Are demographically invariant models and representations in medical imaging fair?

Publikation: Working paperPreprintForskning

Standard

Are demographically invariant models and representations in medical imaging fair? / Petersen, Eike; Ferrante, Enzo; Ganz, Melanie; Feragen, Aasa.

2023.

Publikation: Working paperPreprintForskning

Harvard

Petersen, E, Ferrante, E, Ganz, M & Feragen, A 2023 'Are demographically invariant models and representations in medical imaging fair?'.

APA

Petersen, E., Ferrante, E., Ganz, M., & Feragen, A. (2023). Are demographically invariant models and representations in medical imaging fair?

Vancouver

Petersen E, Ferrante E, Ganz M, Feragen A. Are demographically invariant models and representations in medical imaging fair? 2023 maj 2.

Author

Petersen, Eike ; Ferrante, Enzo ; Ganz, Melanie ; Feragen, Aasa. / Are demographically invariant models and representations in medical imaging fair?. 2023.

Bibtex

@techreport{c5730526c6e3462f8725518b3daa7072,
title = "Are demographically invariant models and representations in medical imaging fair?",
abstract = "Medical imaging models have been shown to encode information about patient demographics (age, race, sex) in their latent representation, raising concerns about their potential for discrimination. Here, we ask whether it is feasible and desirable to train models that do not encode demographic attributes. We consider different types of invariance with respect to demographic attributes - marginal, class-conditional, and counterfactual model invariance - and lay out their equivalence to standard notions of algorithmic fairness. Drawing on existing theory, we find that marginal and class-conditional invariance can be considered overly restrictive approaches for achieving certain fairness notions, resulting in significant predictive performance losses. Concerning counterfactual model invariance, we note that defining medical image counterfactuals with respect to demographic attributes is fraught with complexities. Finally, we posit that demographic encoding may even be considered advantageous if it enables learning a task-specific encoding of demographic features that does not rely on human-constructed categories such as 'race' and 'gender'. We conclude that medical imaging models may need to encode demographic attributes, lending further urgency to calls for comprehensive model fairness assessments in terms of predictive performance.",
keywords = "cs.LG, cs.CY, eess.IV, stat.ML",
author = "Eike Petersen and Enzo Ferrante and Melanie Ganz and Aasa Feragen",
year = "2023",
month = may,
day = "2",
language = "English",
type = "WorkingPaper",

}

RIS

TY - UNPB

T1 - Are demographically invariant models and representations in medical imaging fair?

AU - Petersen, Eike

AU - Ferrante, Enzo

AU - Ganz, Melanie

AU - Feragen, Aasa

PY - 2023/5/2

Y1 - 2023/5/2

N2 - Medical imaging models have been shown to encode information about patient demographics (age, race, sex) in their latent representation, raising concerns about their potential for discrimination. Here, we ask whether it is feasible and desirable to train models that do not encode demographic attributes. We consider different types of invariance with respect to demographic attributes - marginal, class-conditional, and counterfactual model invariance - and lay out their equivalence to standard notions of algorithmic fairness. Drawing on existing theory, we find that marginal and class-conditional invariance can be considered overly restrictive approaches for achieving certain fairness notions, resulting in significant predictive performance losses. Concerning counterfactual model invariance, we note that defining medical image counterfactuals with respect to demographic attributes is fraught with complexities. Finally, we posit that demographic encoding may even be considered advantageous if it enables learning a task-specific encoding of demographic features that does not rely on human-constructed categories such as 'race' and 'gender'. We conclude that medical imaging models may need to encode demographic attributes, lending further urgency to calls for comprehensive model fairness assessments in terms of predictive performance.

AB - Medical imaging models have been shown to encode information about patient demographics (age, race, sex) in their latent representation, raising concerns about their potential for discrimination. Here, we ask whether it is feasible and desirable to train models that do not encode demographic attributes. We consider different types of invariance with respect to demographic attributes - marginal, class-conditional, and counterfactual model invariance - and lay out their equivalence to standard notions of algorithmic fairness. Drawing on existing theory, we find that marginal and class-conditional invariance can be considered overly restrictive approaches for achieving certain fairness notions, resulting in significant predictive performance losses. Concerning counterfactual model invariance, we note that defining medical image counterfactuals with respect to demographic attributes is fraught with complexities. Finally, we posit that demographic encoding may even be considered advantageous if it enables learning a task-specific encoding of demographic features that does not rely on human-constructed categories such as 'race' and 'gender'. We conclude that medical imaging models may need to encode demographic attributes, lending further urgency to calls for comprehensive model fairness assessments in terms of predictive performance.

KW - cs.LG

KW - cs.CY

KW - eess.IV

KW - stat.ML

M3 - Preprint

BT - Are demographically invariant models and representations in medical imaging fair?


▶ [EXERCISE INSTRUCTIONS]
Using the data below, work out how many of its lines contain "transfer", and give that number with nothing added.

*** Opening of INPUT MATERIAL ***

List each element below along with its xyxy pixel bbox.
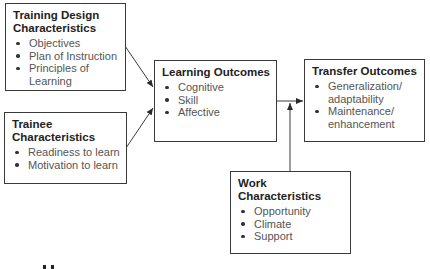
list-item: Readiness to learn xyxy=(12,146,120,159)
arrow-training-to-learning xyxy=(125,46,153,87)
trainee-list: Readiness to learn Motivation to learn xyxy=(12,146,120,171)
cropped-caption-fragment xyxy=(40,265,58,269)
work-characteristics-list: Opportunity Climate Support xyxy=(238,205,344,243)
transfer-outcomes-box: Transfer Outcomes Generalization/ adapta… xyxy=(304,59,425,142)
list-item: Principles of Learning xyxy=(13,62,119,87)
list-item: Plan of Instruction xyxy=(13,50,119,63)
arrow-trainee-to-learning xyxy=(126,108,153,148)
list-item: Support xyxy=(238,230,344,243)
learning-outcomes-list: Cognitive Skill Affective xyxy=(162,81,270,119)
list-item: Affective xyxy=(162,106,270,119)
list-item: Objectives xyxy=(13,37,119,50)
learning-outcomes-title: Learning Outcomes xyxy=(162,66,270,79)
training-design-list: Objectives Plan of Instruction Principle… xyxy=(13,37,119,87)
list-item: Opportunity xyxy=(238,205,344,218)
list-item: Motivation to learn xyxy=(12,159,120,172)
trainee-title: Trainee Characteristics xyxy=(12,118,102,144)
list-item: Generalization/ adaptability xyxy=(312,80,407,105)
list-item: Climate xyxy=(238,218,344,231)
list-item: Maintenance/ enhancement xyxy=(312,105,407,130)
list-item: Skill xyxy=(162,94,270,107)
training-design-box: Training Design Characteristics Objectiv… xyxy=(5,3,126,91)
learning-outcomes-box: Learning Outcomes Cognitive Skill Affect… xyxy=(154,60,277,142)
transfer-outcomes-title: Transfer Outcomes xyxy=(312,65,418,78)
training-design-title: Training Design Characteristics xyxy=(13,9,119,35)
transfer-outcomes-list: Generalization/ adaptability Maintenance… xyxy=(312,80,407,130)
list-item: Cognitive xyxy=(162,81,270,94)
work-characteristics-box: Work Characteristics Opportunity Climate… xyxy=(230,171,351,254)
work-characteristics-title: Work Characteristics xyxy=(238,177,328,203)
trainee-box: Trainee Characteristics Readiness to lea… xyxy=(4,112,127,184)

*** Close of INPUT MATERIAL ***

▶ [RESPONSE]
3